With an optimized expression cassette consisting of the soybean (Glycine max) native promoter modified for enhanced expression driving a chimeric gene coding for the soybean native amino-terminal 86 amino acids fused to an insensitive shuffled variant of maize (Zea mays) 4-hydroxyphenylpyruvate dioxygenase (HPPD), we achieved field tolerance in transgenic soybean plants to the HPPD-inhibiting herbicides mesotrione, isoxaflutole, and tembotrione. Directed evolution of maize HPPD was accomplished by progressively incorporating amino acids from naturally occurring diversity and novel substitutions identified by saturation mutagenesis, combined at random through shuffling. Localization of heterologously expressed HPPD mimicked that of the native enzyme, which was shown to be dually targeted to chloroplasts and the cytosol. Analysis of the native soybean HPPD gene revealed two transcription start sites, leading to transcripts encoding two HPPD polypeptides. The N-terminal region of the longer encoded peptide directs proteins to the chloroplast, while the short form remains in the cytosol. In contrast, maize HPPD was found almost exclusively in chloroplasts. Evolved HPPD enzymes showed insensitivity to five inhibitor herbicides. In 2013 field trials, transgenic soybean events made with optimized promoter and HPPD variant expression cassettes were tested with three herbicides and showed tolerance to four times the labeled rates of mesotrione and isoxaflutole and two times the labeled rates of tembotrione.
Increasing the pH of the spray water to solubilize the weak acid herbicide nicosulfuron and then decreasing pH below its pKaso that it converts into a neutral form enhances biological activity under some conditions. The water-dispersible granule formulation of nicosulfuron starts as dispersed particles. Adding 1% wt/wt K3PO4solubilizes nicosulfuron and increases its activity compared to its dispersion without base. The type of buffer and the surfactant HLB or hydrophilic lipophilic balance, a measure of the molecular balance of the hydrophilic and lipophilic groups, altered the activity of nicosulfuron. Adding 1% wt/wt K3PO4increases the pH, and the optimum HLB ranged from 13 to 17 on large crabgrass. Adding 1% wt/wt H3PO4reduces the pH and lowers the optimum HLB range from 10 to 14 on large crabgrass. Adding the acidic buffer converts the solubilized nicosulfuron into its neutral form and increases activity under some surfactant conditions. Thus, neutral nicosulfuron is more active with lipophilic surfactants, while ionic nicosulfuron is more active with hydrophilic surfactants. When tested on other species, low HLB surfactants are the most active at low pH. These results support the concept that the physicochemical properties of the herbicide, adjuvants, and weed species should be matched for optimum activity.
The transgenic corn line 98140 has a high level of resistance to glyphosate and all five chemical classes of herbicides that inhibit acetolactate synthase (ALS). The dual herbicide resistance is due to a molecular stack of two constitutively expressed genes: gat4621, which produces a glyphosate acetyltransferase that rapidly inactivates glyphosate, and hra, which produces a highly resistant ALS. On a rate basis, the positive 98140 isoline with a single copy of the gat4621 gene is over 1,000-fold more resistant to glyphosate than a negative isoline without the transgene. Similarly, the positive 98140 isoline with the hra gene is over 1,000-fold more resistant to ALS-inhibiting herbicides such as chlorimuron and sulfometuron at the whole-plant and enzyme level. The gat4621 and hra genes do not change the natural tolerance of corn to selective herbicides, so new corn hybrids based on 98140 will give growers more options to manage weeds and delay the evolution of herbicide-resistant weeds.
The pH of the spray mixture controls the solubility and ionic state of weak acid herbicides and thus influences their uptake and biological activity. When the pH of the spray water is below the pKa of the herbicide, increasing pH can increase solubility and improve activity when herbicide solubility limits uptake. However, raising the pH above the pKa makes the weak acid anionic and thus may make it more difficult to penetrate into the lipophilic cuticle and the negatively charged membrane and cell wall. Decreasing the pH below the pKa converts the weak acid into a neutral or unionized form and thus makes it easier to penetrate these lipophilic and negatively charged barriers. pH also influences other herbicide properties including chemical stability, volatility, and chemical compatibility. Thus, manufacturers need to balance a number of properties when they adjust the pH of their adjuvant and herbicide formulations. These studies show significant differences in the biological activity of several herbicides when the pH is increased and decreased with a range of surfactant types. These results support the concept that the physicochemical properties of the herbicide and adjuvant should be matched for optimum activity.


- [Work instruction] "running" is the word to look for; copy each line of the listing where it occurs.

- [Information given]
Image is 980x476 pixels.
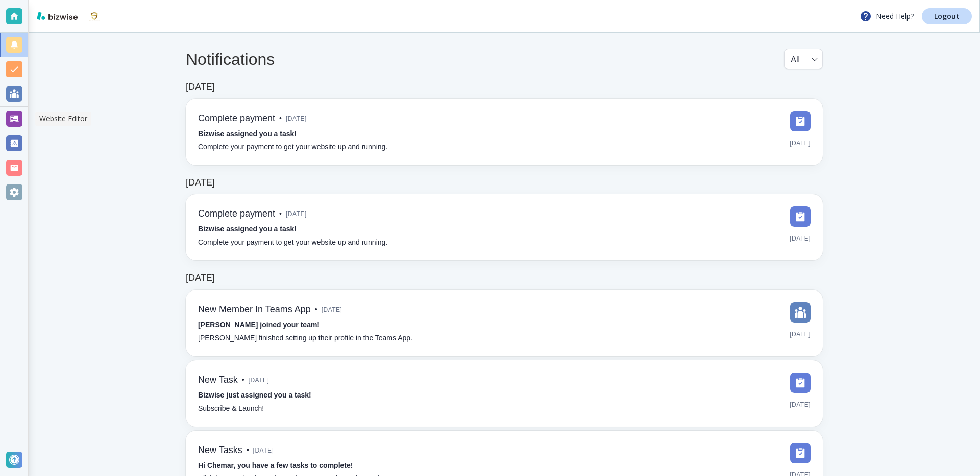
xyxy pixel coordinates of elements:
[790,327,810,342] span: [DATE]
[198,237,387,248] p: Complete your payment to get your website up and running.
[859,10,914,23] p: Need Help?
[790,443,810,464] img: DashboardSidebarTasks.svg
[186,290,822,357] a: New Member In Teams App•[DATE][PERSON_NAME] joined your team![PERSON_NAME] finished setting up th...
[922,8,972,25] a: Logout
[198,391,311,399] strong: Bizwise just assigned you a task!
[198,225,296,233] strong: Bizwise assigned you a task!
[198,208,275,220] h6: Complete payment
[186,194,822,261] a: Complete payment•[DATE]Bizwise assigned you a task!Complete your payment to get your website up a...
[247,445,249,456] p: •
[315,304,318,315] p: •
[790,373,810,393] img: DashboardSidebarTasks.svg
[279,208,281,220] p: •
[934,13,959,20] p: Logout
[198,142,387,153] p: Complete your payment to get your website up and running.
[37,12,77,20] img: bizwise
[790,111,810,132] img: DashboardSidebarTasks.svg
[186,177,215,188] h6: [DATE]
[198,304,311,315] h6: New Member In Teams App
[286,111,307,126] span: [DATE]
[279,113,281,124] p: •
[286,206,307,222] span: [DATE]
[790,135,810,151] span: [DATE]
[790,397,810,413] span: [DATE]
[198,321,320,329] strong: [PERSON_NAME] joined your team!
[186,361,822,427] a: New Task•[DATE]Bizwise just assigned you a task!Subscribe & Launch![DATE]
[790,302,810,322] img: DashboardSidebarTeams.svg
[87,8,103,25] img: Chemar's Consultancy
[186,273,215,284] h6: [DATE]
[198,461,352,470] strong: Hi Chemar, you have a few tasks to complete!
[253,443,274,459] span: [DATE]
[242,375,245,386] p: •
[198,333,413,344] p: [PERSON_NAME] finished setting up their profile in the Teams App.
[198,375,238,386] h6: New Task
[198,130,296,137] strong: Bizwise assigned you a task!
[186,50,274,69] h4: Notifications
[198,445,242,456] h6: New Tasks
[790,50,816,69] div: All
[198,113,275,124] h6: Complete payment
[198,403,264,415] p: Subscribe & Launch!
[322,302,342,317] span: [DATE]
[790,206,810,227] img: DashboardSidebarTasks.svg
[186,99,822,165] a: Complete payment•[DATE]Bizwise assigned you a task!Complete your payment to get your website up a...
[39,114,87,124] p: Website Editor
[790,231,810,246] span: [DATE]
[249,373,269,388] span: [DATE]
[186,81,215,93] h6: [DATE]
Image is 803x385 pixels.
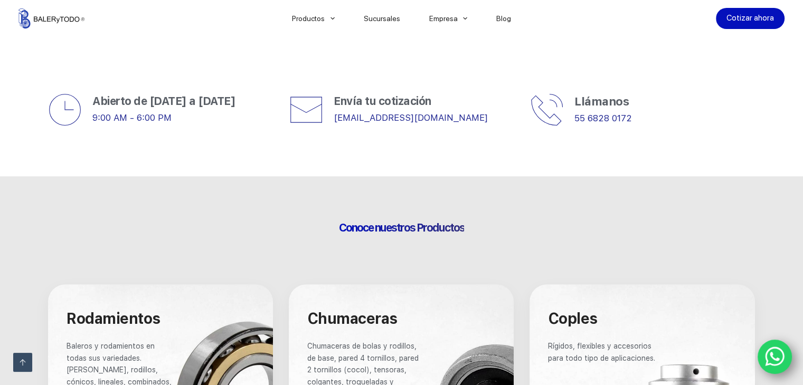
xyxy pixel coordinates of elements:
[758,340,793,375] a: WhatsApp
[574,113,632,124] a: 55 6828 0172
[548,310,598,328] span: Coples
[334,95,431,108] span: Envía tu cotización
[307,310,398,328] span: Chumaceras
[574,95,629,108] span: Llámanos
[67,310,161,328] span: Rodamientos
[92,112,172,123] span: 9:00 AM - 6:00 PM
[334,112,488,123] a: [EMAIL_ADDRESS][DOMAIN_NAME]
[13,353,32,372] a: Ir arriba
[338,221,464,234] span: Conoce nuestros Productos
[548,342,655,362] span: Rígidos, flexibles y accesorios para todo tipo de aplicaciones.
[716,8,785,29] a: Cotizar ahora
[18,8,84,29] img: Balerytodo
[92,95,235,108] span: Abierto de [DATE] a [DATE]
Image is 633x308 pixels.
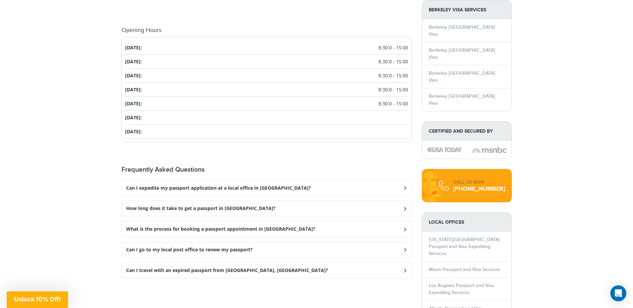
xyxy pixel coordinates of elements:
[453,186,505,192] div: [PHONE_NUMBER]
[7,292,68,308] div: Unlock 10% Off!
[453,179,505,186] div: CALL US NOW
[422,213,511,232] strong: LOCAL OFFICES
[422,122,511,141] strong: Certified and Secured by
[429,47,495,60] a: Berkeley [GEOGRAPHIC_DATA] Visa
[125,111,408,125] li: [DATE]:
[126,247,252,253] h3: Can I go to my local post office to renew my passport?
[125,41,408,55] li: [DATE]:
[378,86,408,93] span: 8:30:0 - 15:00
[125,55,408,69] li: [DATE]:
[378,72,408,79] span: 8:30:0 - 15:00
[14,296,61,303] span: Unlock 10% Off!
[126,206,276,211] h3: How long does it take to get a passport in [GEOGRAPHIC_DATA]?
[429,237,500,256] a: [US_STATE][GEOGRAPHIC_DATA] Passport and Visa Expediting Services
[429,24,495,37] a: Berkeley [GEOGRAPHIC_DATA] Visa
[125,69,408,83] li: [DATE]:
[378,100,408,107] span: 8:30:0 - 15:00
[429,267,500,273] a: Miami Passport and Visa Services
[125,97,408,111] li: [DATE]:
[429,283,494,296] a: Los Angeles Passport and Visa Expediting Services
[378,58,408,65] span: 8:30:0 - 15:00
[472,146,506,154] img: image description
[126,226,315,232] h3: What is the process for booking a passport appointment in [GEOGRAPHIC_DATA]?
[427,147,462,152] img: image description
[121,166,412,174] h2: Frequently Asked Questions
[126,268,328,274] h3: Can I travel with an expired passport from [GEOGRAPHIC_DATA], [GEOGRAPHIC_DATA]?
[121,27,412,34] h4: Opening Hours
[429,93,495,106] a: Berkeley [GEOGRAPHIC_DATA] Visa
[429,70,495,83] a: Berkeley [GEOGRAPHIC_DATA] Visa
[422,0,511,19] strong: Berkeley Visa Services
[125,125,408,139] li: [DATE]:
[125,83,408,97] li: [DATE]:
[126,185,311,191] h3: Can I expedite my passport application at a local office in [GEOGRAPHIC_DATA]?
[610,286,626,302] div: Open Intercom Messenger
[378,44,408,51] span: 8:30:0 - 15:00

- [Answer to this exercise]
[198,237,387,248] p: Complete your payment to get your website up and running.
[198,142,387,153] p: Complete your payment to get your website up and running.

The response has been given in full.